Rosemary Daniell is a southern provocateur who writes about sexual politics. In 1975 she published a stunning and controversial collection of poetry, A Sexual Tour of the Deep South, which got her disinvited from speaking engagements and literary jobs, then she went on to write two notable memoirs, Fatal Flowers and Sleeping with Soldiers, among many other books. That’s who Rosemary Daniell is.
She is also founder of the famed Zona Rosa writing workshops, and she has written two books about that experience–The Woman Who Spilled Words All Over Herself: Writing & Living the Zona Rosa Way (1997), and Secrets of the Zona Rosa: How Writing (and Sisterhood) Can Change Women’s Lives (2006).
Last week Rosemary convened her 21st annual Zona Rosa Retreat aka “Pajama Party for Grown-up Girls with Smarts” at Tybee Island, Georgia. Rosemary rents a large beach house and piles a bunch of women writers in there. They work all week, and on Friday evening they have a big salon. (Note: She has been leading Zona Rosa gatherings for much longer than 21 years. That’s the age of the Tybee one.)
This year their word for the week was “momentum” and the question they pondered was, “When are you going to stop pretending you don’t know who you are and what you were sent here to do?”
Rosemary invited me to join the group last Friday afternoon to talk about driving your own publicity and marketing. Rosemary is 87, almost 88, and she looked stronger, healthier, and more beautiful than ever.
I love driving over to the island, letting myself in the “Happy House” where books and women are everywhere, and making new friends, including one from Argentina and one from Belgium this year. Then we dove into the nitty-gritty of navigating the end-times of New York publishing and the topsy-turvy world of internet marketing.
Last year was my first time at the ZONA ROSA retreat. Rosemary invited me to attend the Friday evening salon, where Zona Rosans and friends read. I found myself in the company of Crescent Dragonwagon, Amanda Gable, Steven Croft, and a bunch of other interesting writers.
I made these notes in my journal last year.
Last night Rosemary Daniell’s beach retreat end-party. Her red hair. Necklace the shape of big lips. Beautiful pink cane. The most perfect skin in the world. She told me she uses estrogen cream on her face at night. Nails done. Blouse unbuttoned one button lower than mine. Her intolerance of anything that doesn’t seem genuine.

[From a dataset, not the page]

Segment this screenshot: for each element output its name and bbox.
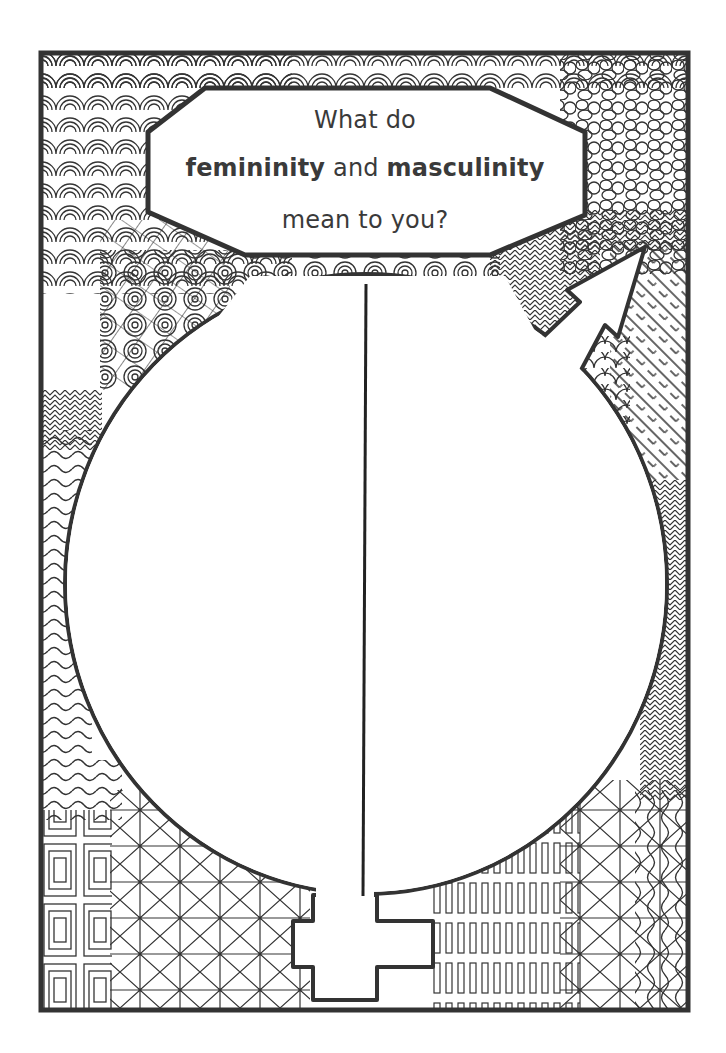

Good food. A shrimp platter. Sliced cheese. Small purple plums stuffed with cheese. Four chocolate cakes. Some kind of bourbon pie.
How I wish I’d been able to study with her. So many of the women she’s worked with have books, and she birthed so many of them.
Way down here at the bottom of this post I want to bury Rosemary’s age. You can google this, because back in the day a writer’s birthday got listed in the front-pages of their books. Rosemary was born Nov. 29, 1935. That means she’s 87. Think about that for a minute or two.
She is one astounding woman, and I’m proud to know her.
Rosemary Daniell Is
Rosemary Daniell is known as one of best writing coaches in the country. She is the author of Secrets of the ZONA ROSA: How Writing (and Sisterhood) Change Women’s Lives, and its prequel, The Woman Who Spilled Words All Over Herself: Writing and Living the ZONA ROSA Way. She is the founder and leader of Zona Rosa®, a series of creative writing workshops in Savannah, Atlanta, and cities throughout the country, as well as in Europe, as profiled in People, Southern Living and The South magazines. Over 400 Zona Rosans and counting have become published authors.
She is also the award-winning author of eight other books of poetry and prose. Her revolutionary memoir Fatal Flowers: On Sin, Sex and Suicide in the Deep South, won the 1999 Palimpsest Prize for a most requested out-of-print book. Along with her second memoir Sleeping with Soldiers, it was a forerunner of the current memoir trend. Along with her six other books of poetry and prose, they were widely and nationally reviewed in many publications, among them Time, The New York Times, The Washington Post, The Philadelphia Inquirer, Ms., and Rolling Stone.
Rosemary has received many awards, among them two NEA grants, one in poetry, another in fiction.
She has reviewed books for The New York Times, Philadelphia Inquirer, Los Angeles Time, The Atlanta Journal-Constitution, and been published in such magazines as Mother Jones, Harper’s Bazaar, Self, Travel and Leisure, New York Woman, and other magazines, as well as many literary publications. She has also appeared on a number of national radio and TV shows.
In 2008, she was given a Governor’s Award in the Humanities for her impact on the state of Georgia. She was also profiled in Feminists Who Changed America, 1963-75.
Rosemary Daniell
Thank you for writing this, Janisse. (I should have written it earlier.) And as you know,
I’m a great admirer of you and your writing as well!